Today, sandboxes have cluster-internal DNS names, but exposing an application from one sandbox to another is not a first-class capability. We need a model for sandbox-to-sandbox communication that is explicit, secure, and policy-controlled.
Proposed Design
Introduce support for sandbox-to-sandbox communication with a minimal security model:
- Introduce some kind of sandbox identity so communication can be authorized securely.
- Require explicit enforcement on both sides:
- a sandbox must be explicitly allowed to expose a port
- a peer sandbox must be explicitly allowed by policy to talk to that sandbox
- Support dynamic configuration so exposure can happen during sandbox runtime.
- A broader generic solution for dynamic config is already being worked on, so this issue does not need to solve that part fully.
Alternatives Considered
- Continue relying only on host-side port forwarding. This helps local development, but it does not solve sandbox-to-sandbox communication inside the cluster.
- Expose sandbox ports without identity or policy controls.
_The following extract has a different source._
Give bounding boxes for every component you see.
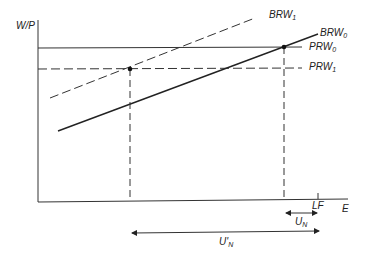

This would be too permissive.
Agent Investigation
We verified that sandboxes have stable cluster-internal DNS names of the form <sandbox>.<namespace>.svc.cluster.local, and that policy can allow traffic to those hostnames.
However, a typical user process started inside a sandbox is not automatically reachable from another sandbox through that DNS name, because the workload listens inside the inner sandbox network namespace rather than directly on the pod network. This means sandbox-to-sandbox communication needs an explicit product surface rather than just policy tweaks.